A thoughtful piece by Anja about things I have mulled over for many years too (and which Ted Chiang wrangled meaningfully in his short story “Liking What You See: A Documentary”.)
For me, the crucial pivot which supports the always-ambivalent weight of beauty is how it makes us behave. Does it enliven the spirit and make us better able to join in with life and with others? Or does it orient us towards control? I would ask, is a particular ideal of beauty putting an entire class of beings / people / art forms under a totalising gaze or controlling behaviour? For instance, the endless sharp tactics of the beauty myth for women in almost any time in so many societies, or the racialised ideas of beauty, whether about body shapes, artistic creations, or the relative position of rhythm to harmony in music. Many beauty standards do indeed spring like poisoned streams from colonialism and patriarchy.
And yet, profligate beauty is everywhere to be found in nature and in culture. Certain species of birds and mammals have been shown to have deeply held aesthetic preferences, of course, the bower birds of Australia spring to mind. In human life, intact living cultures are known for their abundance of beautiful arts, crafts, music and dance. The first impulse of authoritarian regimes, from The Puritans in The New World to the Taliban today, is to limit and proscribe some or all of these things, to deface an old culture or to destroy it, to build anew in a prescriptive manner. This happened in the Chinese Cultural Revolution and with The Nazis’ war against so-called ‘Degenerate Art’, or the mass destruction of an entire craft culture during the iconoclasm of the Reformation in Northern Europe, especially in England and the Netherlands where churches were whitewashed and all images removed.
I cannot prove this, but my hunch is that beauty is an essential thing, like love, which if codified and made too much of, or minimised completely, turns sour. Overbearing love of country becomes the nationalism which starts riots. Lack of any connection to place becomes the unrooted, uncaring, overclass (who parasitise those of us who live in place) who exist digitally and wouldn’t dream of risking belonging to a place, with all the being known by others and obligation to the land that implies. Similarly with beauty, which points the way to so much that is good, and is deemed as good in such a wide range of paths, myths, contexts and religions, we cannot wish this problematic property away. We will always be drawn to beauty, as humans will always seek love.
I would suggest that a healthy ecology of beauties, like a healthy biosphere, needs an abundance of types of life forms. When many varied things are deemed beautiful, some championed widely, others deeply appreciated by a handful of devotees, some rising through the layers of time to be reconsidered beautiful, others deemed harmful falling away, then I feel the pivot of ‘what behaviour is this causing?’ can allow a fluid, see-sawing of effects, none going too far.
What is the pivot, really? How do we bear the weight of beauty? Sometime we don’t. Sometimes I don’t. With me, one moment it’s all wabi-sabi, the next it’s overwrought guitar music and multi-part harmony vocals. I gaze at my beloved’s face and think, ‘This is the best face ever!’ I look at my wrinkling skin and see aging, remembering how I will return to soil. To remember this is just as beautiful is an act of beauty itself. To find the time to balance beauty is the do-re-mi of art. Some days, it’s a bubble almost bursting on my finger tip. Some nights it’s a ghoul, chasing me back to my laptop or my drawing to rewrite or redraw a line, yet again.
It is not dead, this ‘beauty’. It is too big for bad or good. It has lineage (like thought) whose travels can be traced both through time and distance, in the new curve of a brush stroke or a colour that takes an art-form by storm.
Love, beauty, goodness, power, the urge to ask questions: these are eternal human concerns which will never go away, they are the main subjects of Myth and we must live with them just as the gods did. How we weigh them in ourselves and live this balance in our actions is a good description of life.
Thanks to dear Anja for her thought-provoking piece today. I was supposed to be mixing bone white and hide glue to make a ground for metal-point drawing, but wrote this instead. Now I must go and drink coffee.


- **What the exercise asks**
Output the records exactly, with no line skipped.

- **Data shown**

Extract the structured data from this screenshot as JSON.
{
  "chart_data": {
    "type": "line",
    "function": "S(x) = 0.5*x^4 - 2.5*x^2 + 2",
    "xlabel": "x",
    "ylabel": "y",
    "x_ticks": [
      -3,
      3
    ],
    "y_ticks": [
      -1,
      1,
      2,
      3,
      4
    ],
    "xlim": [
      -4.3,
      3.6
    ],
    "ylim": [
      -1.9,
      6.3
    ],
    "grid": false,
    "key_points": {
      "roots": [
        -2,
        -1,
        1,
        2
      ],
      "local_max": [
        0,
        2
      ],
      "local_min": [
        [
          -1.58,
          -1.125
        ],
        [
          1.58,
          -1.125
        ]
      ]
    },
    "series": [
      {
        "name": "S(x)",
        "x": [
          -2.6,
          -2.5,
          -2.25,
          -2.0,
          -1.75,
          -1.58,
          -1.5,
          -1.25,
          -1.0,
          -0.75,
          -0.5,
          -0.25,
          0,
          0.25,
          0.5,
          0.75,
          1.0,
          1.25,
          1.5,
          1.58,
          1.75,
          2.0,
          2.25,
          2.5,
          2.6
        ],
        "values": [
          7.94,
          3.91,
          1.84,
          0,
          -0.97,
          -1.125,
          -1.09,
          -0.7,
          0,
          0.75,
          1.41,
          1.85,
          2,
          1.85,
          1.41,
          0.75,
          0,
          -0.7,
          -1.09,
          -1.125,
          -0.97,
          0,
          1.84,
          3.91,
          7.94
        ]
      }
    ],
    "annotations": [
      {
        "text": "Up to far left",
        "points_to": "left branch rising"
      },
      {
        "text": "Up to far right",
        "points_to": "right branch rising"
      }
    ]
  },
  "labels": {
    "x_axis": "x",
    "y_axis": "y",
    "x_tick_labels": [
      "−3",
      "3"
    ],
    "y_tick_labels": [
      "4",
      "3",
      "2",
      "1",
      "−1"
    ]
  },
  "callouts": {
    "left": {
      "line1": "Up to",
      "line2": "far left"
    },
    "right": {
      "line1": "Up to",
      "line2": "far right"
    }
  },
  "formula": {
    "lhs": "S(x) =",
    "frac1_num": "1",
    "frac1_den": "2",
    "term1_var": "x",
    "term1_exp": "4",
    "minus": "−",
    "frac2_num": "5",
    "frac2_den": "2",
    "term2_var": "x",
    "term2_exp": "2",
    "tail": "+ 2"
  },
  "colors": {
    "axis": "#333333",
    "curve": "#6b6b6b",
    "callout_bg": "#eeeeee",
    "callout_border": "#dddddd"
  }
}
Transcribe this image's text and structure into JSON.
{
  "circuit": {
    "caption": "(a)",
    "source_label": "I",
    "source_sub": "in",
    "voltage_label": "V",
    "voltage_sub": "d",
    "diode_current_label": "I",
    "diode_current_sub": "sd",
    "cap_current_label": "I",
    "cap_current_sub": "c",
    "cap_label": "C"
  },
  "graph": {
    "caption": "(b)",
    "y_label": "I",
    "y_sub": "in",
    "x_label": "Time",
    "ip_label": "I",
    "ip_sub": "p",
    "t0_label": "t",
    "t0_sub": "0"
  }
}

- **Answer to the problem**
Extract the structured data from this screenshot as JSON.
{
  "chart_data": {
    "type": "line",
    "function": "S(x) = 0.5*x^4 - 2.5*x^2 + 2",
    "xlabel": "x",
    "ylabel": "y",
    "x_ticks": [
      -3,
      3
    ],
    "y_ticks": [
      -1,
      1,
      2,
      3,
      4
    ],
    "xlim": [
      -4.3,
      3.6
    ],
    "ylim": [
      -1.9,
      6.3
    ],
    "grid": false,
    "key_points": {
      "roots": [
        -2,
        -1,
        1,
        2
      ],
      "local_max": [
        0,
        2
      ],
      "local_min": [
        [
          -1.58,
          -1.125
        ],
        [
          1.58,
          -1.125
        ]
      ]
    },
    "series": [
      {
        "name": "S(x)",
        "x": [
          -2.6,
          -2.5,
          -2.25,
          -2.0,
          -1.75,
          -1.58,
          -1.5,
          -1.25,
          -1.0,
          -0.75,
          -0.5,
          -0.25,
          0,
          0.25,
          0.5,
          0.75,
          1.0,
          1.25,
          1.5,
          1.58,
          1.75,
          2.0,
          2.25,
          2.5,
          2.6
        ],
        "values": [
          7.94,
          3.91,
          1.84,
          0,
          -0.97,
          -1.125,
          -1.09,
          -0.7,
          0,
          0.75,
          1.41,
          1.85,
          2,
          1.85,
          1.41,
          0.75,
          0,
          -0.7,
          -1.09,
          -1.125,
          -0.97,
          0,
          1.84,
          3.91,
          7.94
        ]
      }
    ],
    "annotations": [
      {
        "text": "Up to far left",
        "points_to": "left branch rising"
      },
      {
        "text": "Up to far right",
        "points_to": "right branch rising"
      }
    ]
  },
  "labels": {
    "x_axis": "x",
    "y_axis": "y",
    "x_tick_labels": [
      "−3",
      "3"
    ],
    "y_tick_labels": [
      "4",
      "3",
      "2",
      "1",
      "−1"
    ]
  },
  "callouts": {
    "left": {
      "line1": "Up to",
      "line2": "far left"
    },
    "right": {
      "line1": "Up to",
      "line2": "far right"
    }
  },
  "formula": {
    "lhs": "S(x) =",
    "frac1_num": "1",
    "frac1_den": "2",
    "term1_var": "x",
    "term1_exp": "4",
    "minus": "−",
    "frac2_num": "5",
    "frac2_den": "2",
    "term2_var": "x",
    "term2_exp": "2",
    "tail": "+ 2"
  },
  "colors": {
    "axis": "#333333",
    "curve": "#6b6b6b",
    "callout_bg": "#eeeeee",
    "callout_border": "#dddddd"
  }
}
Transcribe this image's text and structure into JSON.
{
  "circuit": {
    "caption": "(a)",
    "source_label": "I",
    "source_sub": "in",
    "voltage_label": "V",
    "voltage_sub": "d",
    "diode_current_label": "I",
    "diode_current_sub": "sd",
    "cap_current_label": "I",
    "cap_current_sub": "c",
    "cap_label": "C"
  },
  "graph": {
    "caption": "(b)",
    "y_label": "I",
    "y_sub": "in",
    "x_label": "Time",
    "ip_label": "I",
    "ip_sub": "p",
    "t0_label": "t",
    "t0_sub": "0"
  }
}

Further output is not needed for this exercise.